I know how it happens.

You’re the IT director of a fairly large division of a fairly large corporation. You have a few hundred users coming through your backend using email and the web. You have all the basics: email attachment size limits (set at 10mb… a generous but reasonable size), random spot-checks on surfing habits (just to make sure no-one is downloading full-length movies or gigabytes of porn), an adequate and inexpensive enterprise anti-virus system.

Life is good.

Then some idiot in upper management wants to know where your budget is going. Of course, if you tell him how you’ve spent it on a server for porn, movies, games and music, LCD screens and PDAs for the IT support staff, you’d be in trouble.

So you have to justify all that expense by actually doing something. You set in motion an easy 5-Step Plan.

Step 1: Increase resource utilisation (English translation: ‘Make your staff do some work’). Action a task-team to prioritise a network security plan (Translation: ‘Get your overpaid and underworked IT ninjas to spend 6 months coming up with a list of ways of annoying the users by restricting their usage in-between their daily gaming and porn-viewing times.’)

Step 2: Implement network utilisation strategy (Trans: ‘Prevent users from sending email attachments larger than 3MB regardless of file type or user. This rightfully prevents PAs and bored accounts ladies from sending cutesy PowerPoint slideshows, but simultaneously prevents systems engineers from sharing vital documentation like functional specifications and database table-dumps. Then buy 3 new email servers to increase storage space, and simultaneously decrease the allotted mailbox size of all users by 75%.’)
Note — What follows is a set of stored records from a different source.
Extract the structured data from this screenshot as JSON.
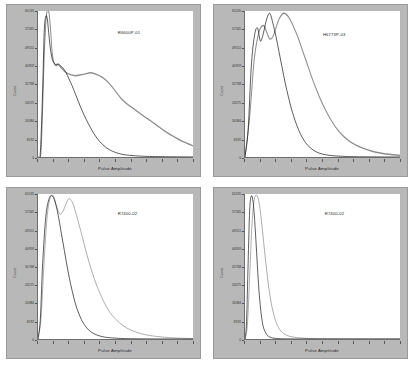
{
  "page": {
    "background_color": "#ffffff",
    "panel_frame_color": "#b8b8b8",
    "plot_background_color": "#ffffff",
    "layout": "2x2-grid-of-histograms"
  },
  "axes": {
    "ylabel": "Count",
    "xlabel": "Pulse Amplitude",
    "ytick_labels": [
      "65535",
      "57345",
      "49151",
      "40959",
      "32768",
      "24575",
      "16384",
      "8192",
      "0"
    ],
    "ytick_values": [
      65535,
      57345,
      49151,
      40959,
      32768,
      24575,
      16384,
      8192,
      0
    ],
    "ylim": [
      0,
      65535
    ],
    "xtick_labels": [],
    "xtick_count": 11,
    "grid": "off"
  },
  "legend": {
    "series_colors": {
      "black": "#111111",
      "gray": "#8c8c8c"
    }
  },
  "chart_data": [
    {
      "type": "line",
      "title": "R6600P-01",
      "xlabel": "Pulse Amplitude",
      "ylabel": "Count",
      "ylim": [
        0,
        65535
      ],
      "xlim": [
        0,
        100
      ],
      "grid": "off",
      "series": [
        {
          "name": "black",
          "color": "#111111",
          "x": [
            0,
            1.5,
            3,
            4,
            5,
            6,
            7,
            8,
            9,
            10,
            11.5,
            13,
            14.5,
            16,
            18,
            20,
            22,
            24,
            26,
            28,
            31,
            34,
            37,
            40,
            44,
            48,
            52,
            56,
            60,
            66,
            72,
            80,
            90,
            100
          ],
          "values": [
            0,
            2000,
            30000,
            56000,
            63000,
            62000,
            55000,
            48500,
            44500,
            42500,
            41500,
            41800,
            41000,
            40000,
            38000,
            35000,
            32000,
            28500,
            25000,
            21500,
            17000,
            13000,
            9500,
            6800,
            4200,
            2600,
            1600,
            1000,
            700,
            400,
            250,
            150,
            80,
            40
          ]
        },
        {
          "name": "gray",
          "color": "#8c8c8c",
          "x": [
            0,
            2,
            4,
            5.5,
            7,
            8,
            9,
            10,
            11.5,
            13,
            15,
            17,
            19,
            21,
            24,
            27,
            30,
            34,
            38,
            42,
            46,
            50,
            54,
            58,
            62,
            66,
            70,
            74,
            78,
            82,
            86,
            90,
            94,
            98,
            100
          ],
          "values": [
            0,
            3000,
            45000,
            64000,
            65000,
            58000,
            48000,
            43000,
            41000,
            41500,
            40000,
            38500,
            37500,
            37000,
            36500,
            36800,
            37200,
            37800,
            37000,
            35500,
            33000,
            29500,
            26000,
            23500,
            21500,
            19500,
            17500,
            15500,
            13500,
            11500,
            9800,
            8200,
            6800,
            5600,
            5000
          ]
        }
      ]
    },
    {
      "type": "line",
      "title": "H6773P-03",
      "xlabel": "Pulse Amplitude",
      "ylabel": "Count",
      "ylim": [
        0,
        65535
      ],
      "xlim": [
        0,
        100
      ],
      "grid": "off",
      "series": [
        {
          "name": "black",
          "color": "#111111",
          "x": [
            0,
            2,
            4,
            6,
            8,
            10,
            12,
            14,
            16,
            18,
            20,
            22,
            24,
            26,
            28,
            30,
            33,
            36,
            39,
            42,
            46,
            50,
            55,
            60,
            66,
            72,
            80,
            90,
            100
          ],
          "values": [
            0,
            12000,
            40000,
            54000,
            58000,
            52000,
            56000,
            62000,
            64500,
            60000,
            54000,
            47000,
            40000,
            33000,
            27000,
            21500,
            15000,
            10000,
            6500,
            4200,
            2300,
            1300,
            700,
            400,
            220,
            130,
            70,
            35,
            15
          ]
        },
        {
          "name": "gray",
          "color": "#8c8c8c",
          "x": [
            0,
            3,
            6,
            9,
            12,
            14,
            16,
            18,
            20,
            22,
            25,
            28,
            31,
            34,
            37,
            40,
            44,
            48,
            52,
            56,
            60,
            64,
            68,
            72,
            76,
            82,
            88,
            94,
            100
          ],
          "values": [
            0,
            18000,
            44000,
            56000,
            59000,
            56000,
            53000,
            54000,
            58000,
            62000,
            64500,
            63000,
            59000,
            54000,
            48000,
            42000,
            34000,
            27000,
            21000,
            16000,
            12000,
            9000,
            6800,
            5200,
            4000,
            2600,
            1700,
            1100,
            700
          ]
        }
      ]
    },
    {
      "type": "line",
      "title": "R7400-02",
      "xlabel": "Pulse Amplitude",
      "ylabel": "Count",
      "ylim": [
        0,
        65535
      ],
      "xlim": [
        0,
        100
      ],
      "grid": "off",
      "series": [
        {
          "name": "black",
          "color": "#111111",
          "x": [
            0,
            1.5,
            3,
            5,
            7,
            9,
            11,
            13,
            15,
            17,
            19,
            21,
            23,
            25,
            28,
            31,
            34,
            38,
            42,
            46,
            52,
            58,
            66,
            76,
            88,
            100
          ],
          "values": [
            0,
            9000,
            34000,
            55000,
            63000,
            64800,
            62000,
            56000,
            48000,
            40000,
            32000,
            25000,
            19000,
            14000,
            8800,
            5400,
            3300,
            1800,
            1000,
            600,
            300,
            160,
            80,
            40,
            20,
            10
          ]
        },
        {
          "name": "gray",
          "color": "#8c8c8c",
          "x": [
            0,
            2,
            4,
            6,
            8,
            10,
            12,
            14,
            16,
            18,
            20,
            22,
            24,
            26,
            29,
            32,
            35,
            38,
            42,
            46,
            50,
            55,
            60,
            66,
            72,
            80,
            88,
            94,
            100
          ],
          "values": [
            0,
            10000,
            36000,
            56000,
            64000,
            64500,
            60000,
            56500,
            57500,
            61000,
            63500,
            62000,
            58000,
            53000,
            45000,
            37000,
            30000,
            24000,
            17500,
            12500,
            9000,
            6000,
            4000,
            2500,
            1600,
            900,
            500,
            320,
            200
          ]
        }
      ]
    },
    {
      "type": "line",
      "title": "R7400-02",
      "xlabel": "Pulse Amplitude",
      "ylabel": "Count",
      "ylim": [
        0,
        65535
      ],
      "xlim": [
        0,
        100
      ],
      "grid": "off",
      "series": [
        {
          "name": "black",
          "color": "#111111",
          "x": [
            0,
            1,
            2,
            3,
            4,
            5,
            6,
            7,
            8,
            9,
            10,
            11,
            12,
            14,
            16,
            18,
            21,
            25,
            30,
            40,
            60,
            100
          ],
          "values": [
            0,
            8000,
            34000,
            58000,
            64500,
            63000,
            56000,
            45000,
            33000,
            22000,
            14000,
            8500,
            5000,
            2000,
            900,
            450,
            200,
            90,
            45,
            20,
            8,
            3
          ]
        },
        {
          "name": "gray",
          "color": "#8c8c8c",
          "x": [
            0,
            1.5,
            3,
            4.5,
            6,
            7.5,
            9,
            10.5,
            12,
            13.5,
            15,
            17,
            19,
            21,
            24,
            28,
            33,
            40,
            50,
            65,
            85,
            100
          ],
          "values": [
            0,
            6000,
            28000,
            52000,
            63000,
            65000,
            62000,
            54000,
            44000,
            34000,
            25000,
            16000,
            10000,
            6000,
            3000,
            1400,
            700,
            300,
            130,
            55,
            22,
            10
          ]
        }
      ]
    }
  ]
}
Step 3: Upgrade network security (Trans: ‘Replace inexpensive, unobtrusive and adequate Anti-Virus software with ridiculously overpriced, useless Anti-Virus software that is so resource-intensive it instantly renders every machine on the domain useless. Block any and all ports that don’t have any immediately apparent purpose, and blatantly refuse to re-open them, even if they are needed for operations.’)

Step 4: Upgrade network infrastructure (Trans: ‘Upgrade all WAN connections from ADSL and Diginet to MPLS so that everyone can fail to do their jobs with better bandwidth, and so that the useless Anti-Virus can update itself even more prolifically.’)

Step 5: Implement web restriction policy (Trans: ‘Prevent users from gaining access to the few websites that relieve the tedium of their work-days because those sites look too much like porn, music, violence, free-thinking, entertainment or news which might result in reducing a user’s productivity… thus forcing users to spend their time playing solitaire or producing cutesy PowerPoint slideshows just small enough to email. Also, prevent systems engineers from communicating with their counterparts in remote areas and various international support desks via IM or VoIP networks, forcing them to use the company’s phones instead, at far greater cost’)

So, at the end of this process, you have not only justified the expense, you have also doubled the organisation’s IT budgetary requirements, and created jobs by increasing the amount of personnel (and hardware) required to do the simplest tasks.

Good job! You can go home to your family knowing that you have made a difference... right after calling the AA to rescue you after finding your car tyres slashed, obscenities spraypainted on every body panel and a small pile of what appears to be human feces on the driver's seat.